Ezine articles and Squidoo attracts significant traffic…

From over 100 articles we have published on each of these platforms back to our website, however, this traffic spends less time on our site than traffic from HubPages. We have a total of 100 articles on HubPages that get a lot of internal HubPage readers visiting them. Our 100 articles on HubPages have been read more than 15,000 times in the past 4 months yet only 600 visitors have come through from these articles to our site.

These results suggest HubPages are a loyal community, so readers tend to stay on the site. However, of those 600 that do come across from HubPages, their average stay on our site is much higher than that from Ezine or Squidoo.

While duplicate content may go unnoticed on some article sites…

While duplicate content may go unnoticed on Squidoo, HubPages and Ezine cracks down on it with knives and forks. Ezine is the toughest, as they use a combination of human editors and software. I have tested this with dummy sites, so have a useful insight for anyone interested in driving traffic with article marketing tactics.

According to Ezine’s policy: if an article is purchased as ‘private label rights’, more than one person can have rights to it, thus making the article in-distinctive.

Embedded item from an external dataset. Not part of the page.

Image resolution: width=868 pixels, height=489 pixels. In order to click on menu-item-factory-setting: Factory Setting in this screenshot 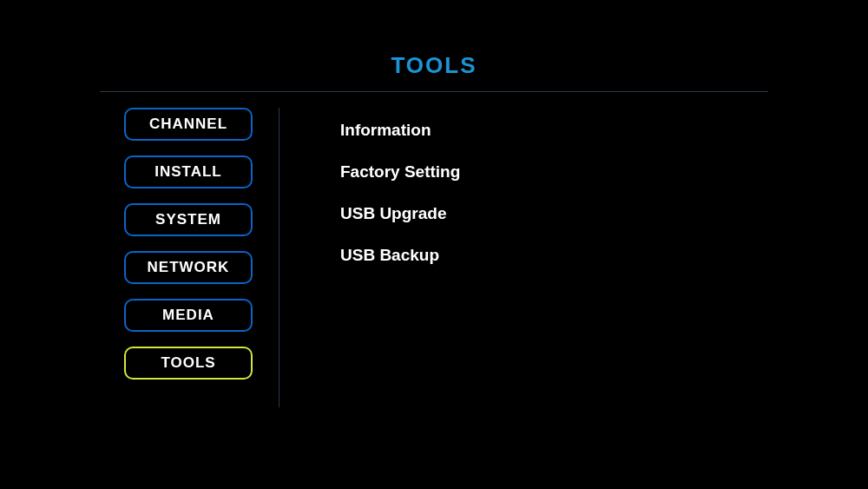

If you post that article on one of these sites and the article is posted elsewhere on the internet by someone else (who also purchased the right to publish it) it would still be considered duplicate content.

The article marketing site will ask you to remove the article if two coexist on the internet regardless of who published it first. Even if you modify the article so its 50% altered from its original form, they still won’t care, as it won’t be unique content.

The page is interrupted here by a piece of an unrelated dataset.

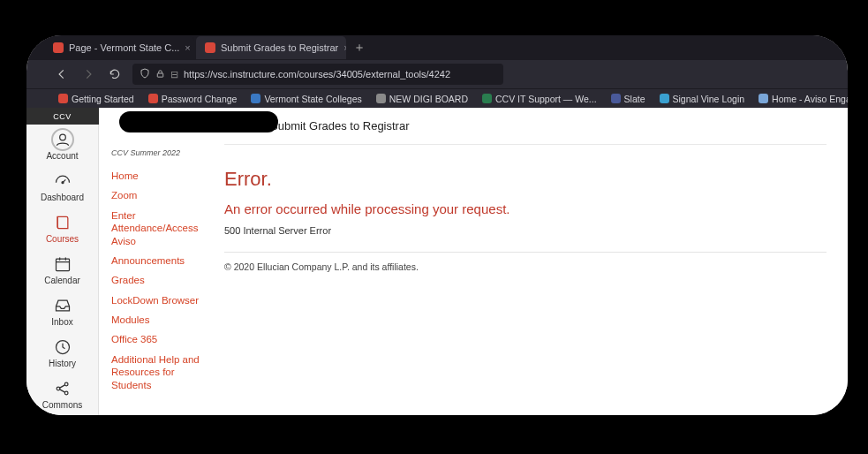 This screenshot has height=454, width=868. I want to click on course-nav-link: Enter Attendance/Access Aviso, so click(157, 228).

It won’t be considered duplicate content if…

However, if you write your own article with your own labeled resource box and post it as one author onto 500 different article marketing sites across the web, it won’t be considered duplicate content. So you can reuse your own content across multiple article marketing sites without a worry, as long as you are the sole author of each version.

To establish if an article is unique, all you need to do is copy a sentence from the article and search for it in Google with “inverted commas around it”. Google will show all pages on the internet that have the exact same sentence, so if there are any duplicates you’ll know. You can also use Copyscape.com to find duplicate content.